Film Reviews

Trick – Review

After turning a school halloween party game in to a killing spree, slaughtering a handful of schoolmates and injuring a few more, a masked Patrick “Trick” Weaver escapes the cops and disappears into the night. Several bullet holes worse off and bleeding everywhere after a Michael Myers-esque fall out of a third floor window, the knife wielding lunatic is presumed dead by the police, all excluding Detective Mike Denver (Omar Epps – House M.D.) who, without a body, isn’t convinced. This was 2015.

Trick isn’t seen for a year. Not until the next Halloween when he appears at yet another school party – and the next year, and the next year. All with the same bloody results. Now it’s 2019 and after a disastrous Halloween previous, Denver is badge-less and looking for answers and this October 31st is going to be Trick’s last. Or his.

READ MORE: Blade Runner 2019 #7 – Review

There is a hole in the modern horror lexicon, one in desperate need of filling. The current cinematic landscape needs a great slasher. A face and a character to silently cheer for. After Happy Death Day 2 U was painfully under-appreciated and left to wilt in theatres, filmmakers are clambering to create the next babyface, the next Ghostface, the next… anything. Sadly, try as he might and as sharp as his – hoped to be signature – blade is, Trick just doesn’t cut it. 

Starting off with good intentions, Trick gives us a slasher that for the first half an hour is exceedingly fun to watch. A masked killer whose unique selling points are brilliant looking kills and some amazing looking makeup under his masks. Our slasher’s attacks are beautifully strung together set-pieces putting the focus on Trick’s fluidity and almost ballet-like dancing around his victims. Deaths are glorious and bloody and fun. But once we get to 2019 – the meat of the film – the killer and the film itself lose their way, as sleek knife-edge deaths become a patchwork of slasher films, Saw movies and martial arts spectacles, with a splash of horror nostalgia thrown in for good measure. 

Directed by Drive Angry and My Bloody Valentine director Patrick Lussier, Trick is a hopeful product of a woefully poor screenplay from Lussier and Jason X writer Todd Farmer, painfully played out by actors that have proven themselves better than they are here. Epps strolls through his lines with a monotonous boredom that cries that he doesn’t want to be there, backed up by Ellen Adair and horror legends old and new Jamie Kennedy (Scream) and Tom Atkins (The Fog) who all seem to know that they aren’t getting the film the synopsis is promising. 

READ MORE: Resident Evil 3 Remake – First Impressions

Trick’s biggest problem, however, is one not easily fixed. It is stuck in a budget no man’s land. Not pricey enough to look nice and sleek and shiny but not cheap enough to be endearing to the indie loving crowd. Instead Trick lives a depressingly sombre middle shelf existence with most WWE films and those Hellraiser sequels we try to forget are a thing. It’s impossible not to see Trick’s inspirations and homages, but sadly the film doesn’t do any of them justice. Twists and reveals have the curtain lifted so ham-fistedly, and spectacularly clunky delivery both behind and in-front of the camera maims any sense of real surprise that could have been.

Trick had an opportunity to give horror fans the world over a killer that we could all get behind, cheering at each arterial spray. Instead that opportunity was squandered and all that potential landed like a cold, damp squib.

Trick is available on Digital download from 30th March.

Drop us a comment

This site uses Akismet to reduce spam. Learn how your comment data is processed.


Aim for an exact copy of the listing, without any images.

:: Data to use ::
- Opening Delimiter -
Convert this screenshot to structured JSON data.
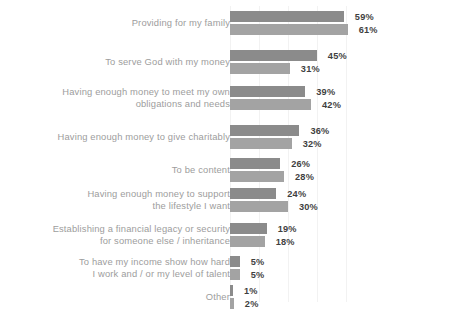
{
  "chart_data": {
    "type": "bar",
    "orientation": "horizontal",
    "title": "",
    "subtitle": "",
    "xlabel": "",
    "ylabel": "",
    "xlim": [
      0,
      65
    ],
    "grid": true,
    "legend_position": "none",
    "value_suffix": "%",
    "categories": [
      "Providing for my family",
      "To serve God with my money",
      "Having enough money to meet my own\nobligations and needs",
      "Having enough money to give charitably",
      "To be content",
      "Having enough money to support\nthe lifestyle I want",
      "Establishing a financial legacy or security\nfor someone else / inheritance",
      "To have my income show how hard\nI work and / or my level of talent",
      "Other"
    ],
    "series": [
      {
        "name": "Series 1",
        "color": "#8b8b8b",
        "values": [
          59,
          45,
          39,
          36,
          26,
          24,
          19,
          5,
          1
        ],
        "labels": [
          "59%",
          "45%",
          "39%",
          "36%",
          "26%",
          "24%",
          "19%",
          "5%",
          "1%"
        ]
      },
      {
        "name": "Series 2",
        "color": "#a3a3a3",
        "values": [
          61,
          31,
          42,
          32,
          28,
          30,
          18,
          5,
          2
        ],
        "labels": [
          "61%",
          "31%",
          "42%",
          "32%",
          "28%",
          "30%",
          "18%",
          "5%",
          "2%"
        ]
      }
    ],
    "gridline_values": [
      0,
      15,
      30,
      45,
      60
    ],
    "colors": {
      "series_1": "#8b8b8b",
      "series_2": "#a3a3a3",
      "category_label": "#9d9d9d",
      "value_label": "#3f3f3f",
      "gridline": "#f2f2f2",
      "background": "#ffffff"
    }
  }
}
- Closing Delimiter -
:: Response to the exercise ::
Convert this screenshot to structured JSON data.
{
  "chart_data": {
    "type": "bar",
    "orientation": "horizontal",
    "title": "",
    "subtitle": "",
    "xlabel": "",
    "ylabel": "",
    "xlim": [
      0,
      65
    ],
    "grid": true,
    "legend_position": "none",
    "value_suffix": "%",
    "categories": [
      "Providing for my family",
      "To serve God with my money",
      "Having enough money to meet my own\nobligations and needs",
      "Having enough money to give charitably",
      "To be content",
      "Having enough money to support\nthe lifestyle I want",
      "Establishing a financial legacy or security\nfor someone else / inheritance",
      "To have my income show how hard\nI work and / or my level of talent",
      "Other"
    ],
    "series": [
      {
        "name": "Series 1",
        "color": "#8b8b8b",
        "values": [
          59,
          45,
          39,
          36,
          26,
          24,
          19,
          5,
          1
        ],
        "labels": [
          "59%",
          "45%",
          "39%",
          "36%",
          "26%",
          "24%",
          "19%",
          "5%",
          "1%"
        ]
      },
      {
        "name": "Series 2",
        "color": "#a3a3a3",
        "values": [
          61,
          31,
          42,
          32,
          28,
          30,
          18,
          5,
          2
        ],
        "labels": [
          "61%",
          "31%",
          "42%",
          "32%",
          "28%",
          "30%",
          "18%",
          "5%",
          "2%"
        ]
      }
    ],
    "gridline_values": [
      0,
      15,
      30,
      45,
      60
    ],
    "colors": {
      "series_1": "#8b8b8b",
      "series_2": "#a3a3a3",
      "category_label": "#9d9d9d",
      "value_label": "#3f3f3f",
      "gridline": "#f2f2f2",
      "background": "#ffffff"
    }
  }
}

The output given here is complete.